1. "CEO cut $1.35 million pay to raise employees' wages - AsiaOne Apr 19, 2015
"The market rate for me as a CEO compared to a regular person is ridiculous, it's absurd," said Mr. Price, who started the Seattle-based credit-card payment processing firm Gravity Payments in 2004 at the age of 19.
The CEO had read a report by Angus Deaton and Daniel Kahneman, a Nobel Prize-winning psychologist, which said that "the emotional quality of an individual's everyday experience, the frequency and intensity of experiences of joy, stress, sadness, anger, and affection that make one's life pleasant or unpleasant rises with income, but only to a point."
According to The New York Times, that point turns out to be about US$75,000 a year. Now, let's all wait on the world to follow after Mr Price's footsteps."
Lessons for me are:
1. significant that the debate about the gaps between the CEO and the lowest paid employee in the same corporation can be as wide as 300 times is continuing to be raging in the USA, the capital of capitalism! It means the majority is beginning to doubt this 'pay as much as the market can pay' philosophy and that a star CEO is equivalent to a thousand employees myth!;
2. while greed can be a driving force. Too much greed surely will be a destructive driving force eventually cannot be denied. Yes? In this case, can the individual exercise the ability to realise that perhaps been paid beyond a certain point, the marginal return of happiness, etc will drop NATURALLY? Will this create 'laziness and inertia' NOT to seek growth?;
3. with our late ex-PM/SM/MM Lee's legendary frugal lifestyle, what would he say truly about the need to 'pay high salaries to keep off corruption' from the government officials? Does corruption comes from the individual inability to recognise been paid beyond certain point will bring diminishing marginal return of satisfaction, happiness and other good things?
For me, pay structure must be sensible. Folks like JP Morgan and other giants of capitalistic USA past had recommended not more than 20x or 30x of the lowest paid employee. I am willing to go a bit further. Let the FIXED pay be no more than 20x or 30x of the lowest paid employee BUT share the VARIABLE BONUSES with ALL equally as long as the Company makes real profit after taking care of the 'agreed capital amount to be set aside for the next 3-5 years investment'.
"The market rate for me as a CEO compared to a regular person is ridiculous, it's absurd," said Mr. Price, who started the Seattle-based credit-card payment processing firm Gravity Payments in 2004 at the age of 19.
The CEO had read a report by Angus Deaton and Daniel Kahneman, a Nobel Prize-winning psychologist, which said that "the emotional quality of an individual's everyday experience, the frequency and intensity of experiences of joy, stress, sadness, anger, and affection that make one's life pleasant or unpleasant rises with income, but only to a point."
According to The New York Times, that point turns out to be about US$75,000 a year. Now, let's all wait on the world to follow after Mr Price's footsteps."
Lessons for me are:
1. significant that the debate about the gaps between the CEO and the lowest paid employee in the same corporation can be as wide as 300 times is continuing to be raging in the USA, the capital of capitalism! It means the majority is beginning to doubt this 'pay as much as the market can pay' philosophy and that a star CEO is equivalent to a thousand employees myth!;
2. while greed can be a driving force. Too much greed surely will be a destructive driving force eventually cannot be denied. Yes? In this case, can the individual exercise the ability to realise that perhaps been paid beyond a certain point, the marginal return of happiness, etc will drop NATURALLY? Will this create 'laziness and inertia' NOT to seek growth?;
3. with our late ex-PM/SM/MM Lee's legendary frugal lifestyle, what would he say truly about the need to 'pay high salaries to keep off corruption' from the government officials? Does corruption comes from the individual inability to recognise been paid beyond certain point will bring diminishing marginal return of satisfaction, happiness and other good things?
For me, pay structure must be sensible. Folks like JP Morgan and other giants of capitalistic USA past had recommended not more than 20x or 30x of the lowest paid employee. I am willing to go a bit further. Let the FIXED pay be no more than 20x or 30x of the lowest paid employee BUT share the VARIABLE BONUSES with ALL equally as long as the Company makes real profit after taking care of the 'agreed capital amount to be set aside for the next 3-5 years investment'.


ABOUT THIS TASK
Your answer must restate each entry below word for word, with no pictures in it.

EXERCISE MATERIAL
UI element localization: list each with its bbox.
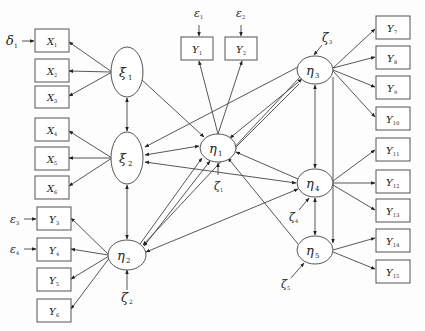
svg-text:1: 1 [200,14,203,20]
indicator-X4: X 4 [35,118,69,141]
indicator-X2: X 2 [35,59,69,82]
svg-text:η: η [306,176,314,191]
svg-text:1: 1 [199,50,202,56]
svg-text:4: 4 [295,218,298,224]
svg-text:η: η [306,243,314,258]
svg-text:2: 2 [128,160,132,168]
indicator-Y1: Y 1 [181,37,213,60]
svg-text:ζ: ζ [121,290,129,305]
indicator-Y10: Y 10 [376,107,410,130]
indicator-Y13: Y 13 [376,199,410,222]
indicator-Y9: Y 9 [376,76,410,99]
latent-eta3: η 3 [297,56,333,84]
svg-text:10: 10 [393,120,399,126]
svg-text:η: η [306,63,314,78]
svg-text:7: 7 [394,29,397,35]
disturbance-zeta2: ζ 2 [121,290,133,305]
latent-eta4: η 4 [297,169,333,197]
svg-text:δ: δ [6,33,14,48]
svg-text:3: 3 [54,98,57,104]
indicator-Y11: Y 11 [376,138,410,161]
error-eps3: ε 3 [10,213,19,226]
svg-text:η: η [209,141,217,156]
x-indicators: X 1 X 2 X 3 X 4 X 5 X 6 [35,29,69,199]
indicator-X6: X 6 [35,176,69,199]
error-delta1: δ 1 [6,33,18,49]
svg-text:4: 4 [56,251,59,257]
svg-text:2: 2 [129,298,133,305]
y-indicators-top: Y 1 Y 2 [181,37,257,60]
disturbance-zeta1: ζ 1 [214,180,223,193]
svg-text:3: 3 [315,72,319,80]
svg-text:1: 1 [54,42,57,48]
indicator-Y12: Y 12 [376,170,410,193]
y-indicators-right: Y 7 Y 8 Y 9 Y 10 Y 11 Y 12 [376,16,410,283]
indicator-Y14: Y 14 [376,229,410,252]
svg-text:1: 1 [220,187,223,193]
svg-text:15: 15 [393,273,399,279]
svg-text:4: 4 [16,250,19,256]
indicator-Y7: Y 7 [376,16,410,39]
y-indicators-left: Y 3 Y 4 Y 5 Y 6 [37,207,71,322]
svg-text:3: 3 [329,39,332,45]
svg-text:4: 4 [315,185,320,193]
svg-text:3: 3 [56,220,59,226]
disturbance-zeta3: ζ 3 [322,31,332,45]
svg-text:5: 5 [315,252,319,260]
indicator-Y5: Y 5 [37,268,71,291]
latent-eta1: η 1 [200,134,236,162]
svg-text:14: 14 [393,242,399,248]
svg-text:12: 12 [393,183,399,189]
indicator-Y8: Y 8 [376,46,410,69]
svg-text:1: 1 [218,150,222,158]
indicator-Y3: Y 3 [37,207,71,230]
latent-eta2: η 2 [108,240,146,270]
indicator-Y15: Y 15 [376,260,410,283]
indicator-X5: X 5 [35,147,69,170]
svg-text:5: 5 [54,160,57,166]
svg-text:3: 3 [16,220,19,226]
sem-diagram: ξ 1 ξ 2 η 1 η 2 η 3 η 4 η 5 X 1 [0,0,425,331]
latent-xi2: ξ 2 [111,132,143,184]
svg-text:5: 5 [287,285,290,291]
svg-text:6: 6 [54,189,57,195]
error-eps4: ε 4 [10,243,19,256]
indicator-Y6: Y 6 [37,299,71,322]
svg-text:2: 2 [54,72,57,78]
svg-text:9: 9 [394,89,397,95]
svg-text:2: 2 [242,14,245,20]
svg-text:6: 6 [56,312,59,318]
indicator-X1: X 1 [35,29,69,52]
error-eps2: ε 2 [236,7,245,20]
diagram-svg: ξ 1 ξ 2 η 1 η 2 η 3 η 4 η 5 X 1 [0,0,425,331]
indicator-Y2: Y 2 [225,37,257,60]
disturbance-zeta4: ζ 4 [289,211,298,224]
svg-text:ξ: ξ [119,65,127,80]
svg-text:η: η [117,248,125,263]
svg-text:4: 4 [54,131,57,137]
svg-text:2: 2 [126,257,130,265]
svg-text:1: 1 [14,42,18,49]
indicator-Y4: Y 4 [37,238,71,261]
svg-text:2: 2 [243,50,246,56]
latent-eta5: η 5 [297,236,333,264]
svg-text:13: 13 [393,212,399,218]
error-eps1: ε 1 [194,7,203,20]
latent-xi1: ξ 1 [111,47,143,97]
svg-text:8: 8 [394,59,397,65]
disturbance-zeta5: ζ 5 [281,278,290,291]
svg-text:11: 11 [393,151,399,157]
svg-text:1: 1 [128,74,132,82]
indicator-X3: X 3 [35,86,69,108]
svg-text:5: 5 [56,281,59,287]
svg-text:ξ: ξ [119,151,127,166]
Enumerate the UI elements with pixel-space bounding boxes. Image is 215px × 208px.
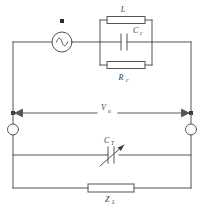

TASK RESPONSE
UI element localization: list each with its bbox.
svg-text:1: 1 [200,14,203,20]
indicator-X4: X 4 [35,118,69,141]
indicator-X2: X 2 [35,59,69,82]
svg-text:η: η [306,176,314,191]
svg-text:1: 1 [199,50,202,56]
svg-text:4: 4 [295,218,298,224]
svg-text:η: η [306,243,314,258]
svg-text:2: 2 [128,160,132,168]
indicator-Y1: Y 1 [181,37,213,60]
svg-text:ζ: ζ [121,290,129,305]
indicator-Y10: Y 10 [376,107,410,130]
indicator-Y13: Y 13 [376,199,410,222]
indicator-Y9: Y 9 [376,76,410,99]
latent-eta3: η 3 [297,56,333,84]
svg-text:10: 10 [393,120,399,126]
svg-text:η: η [306,63,314,78]
svg-text:7: 7 [394,29,397,35]
disturbance-zeta2: ζ 2 [121,290,133,305]
latent-eta4: η 4 [297,169,333,197]
svg-text:δ: δ [6,33,14,48]
svg-text:3: 3 [54,98,57,104]
indicator-Y11: Y 11 [376,138,410,161]
error-eps3: ε 3 [10,213,19,226]
svg-text:η: η [209,141,217,156]
x-indicators: X 1 X 2 X 3 X 4 X 5 X 6 [35,29,69,199]
indicator-X6: X 6 [35,176,69,199]
error-delta1: δ 1 [6,33,18,49]
svg-text:4: 4 [56,251,59,257]
svg-text:2: 2 [129,298,133,305]
y-indicators-top: Y 1 Y 2 [181,37,257,60]
disturbance-zeta1: ζ 1 [214,180,223,193]
svg-text:3: 3 [315,72,319,80]
svg-text:1: 1 [54,42,57,48]
indicator-Y12: Y 12 [376,170,410,193]
y-indicators-right: Y 7 Y 8 Y 9 Y 10 Y 11 Y 12 [376,16,410,283]
indicator-Y14: Y 14 [376,229,410,252]
svg-text:1: 1 [220,187,223,193]
svg-text:15: 15 [393,273,399,279]
svg-text:4: 4 [16,250,19,256]
indicator-Y7: Y 7 [376,16,410,39]
y-indicators-left: Y 3 Y 4 Y 5 Y 6 [37,207,71,322]
svg-text:3: 3 [329,39,332,45]
svg-text:4: 4 [315,185,320,193]
svg-text:3: 3 [56,220,59,226]
disturbance-zeta3: ζ 3 [322,31,332,45]
svg-text:5: 5 [315,252,319,260]
indicator-Y5: Y 5 [37,268,71,291]
latent-eta1: η 1 [200,134,236,162]
svg-text:14: 14 [393,242,399,248]
svg-text:12: 12 [393,183,399,189]
indicator-Y8: Y 8 [376,46,410,69]
svg-text:1: 1 [218,150,222,158]
indicator-Y3: Y 3 [37,207,71,230]
latent-eta2: η 2 [108,240,146,270]
indicator-Y15: Y 15 [376,260,410,283]
indicator-X5: X 5 [35,147,69,170]
svg-text:5: 5 [54,160,57,166]
svg-text:3: 3 [16,220,19,226]
sem-diagram: ξ 1 ξ 2 η 1 η 2 η 3 η 4 η 5 X 1 [0,0,425,331]
latent-xi2: ξ 2 [111,132,143,184]
svg-text:5: 5 [287,285,290,291]
svg-text:6: 6 [54,189,57,195]
error-eps4: ε 4 [10,243,19,256]
indicator-Y6: Y 6 [37,299,71,322]
svg-text:2: 2 [54,72,57,78]
svg-text:9: 9 [394,89,397,95]
svg-text:2: 2 [242,14,245,20]
svg-text:6: 6 [56,312,59,318]
indicator-X1: X 1 [35,29,69,52]
error-eps2: ε 2 [236,7,245,20]
diagram-svg: ξ 1 ξ 2 η 1 η 2 η 3 η 4 η 5 X 1 [0,0,425,331]
indicator-Y2: Y 2 [225,37,257,60]
disturbance-zeta4: ζ 4 [289,211,298,224]
svg-text:ξ: ξ [119,65,127,80]
svg-text:η: η [117,248,125,263]
svg-text:4: 4 [54,131,57,137]
svg-text:2: 2 [126,257,130,265]
svg-text:1: 1 [14,42,18,49]
indicator-Y4: Y 4 [37,238,71,261]
svg-text:2: 2 [243,50,246,56]
latent-eta5: η 5 [297,236,333,264]
svg-text:13: 13 [393,212,399,218]
error-eps1: ε 1 [194,7,203,20]
latent-xi1: ξ 1 [111,47,143,97]
svg-text:8: 8 [394,59,397,65]
disturbance-zeta5: ζ 5 [281,278,290,291]
svg-text:11: 11 [393,151,399,157]
svg-text:1: 1 [128,74,132,82]
indicator-X3: X 3 [35,86,69,108]
svg-text:5: 5 [56,281,59,287]
svg-text:ξ: ξ [119,151,127,166]
Enumerate the UI elements with pixel-space bounding boxes. Image is 215px × 208px.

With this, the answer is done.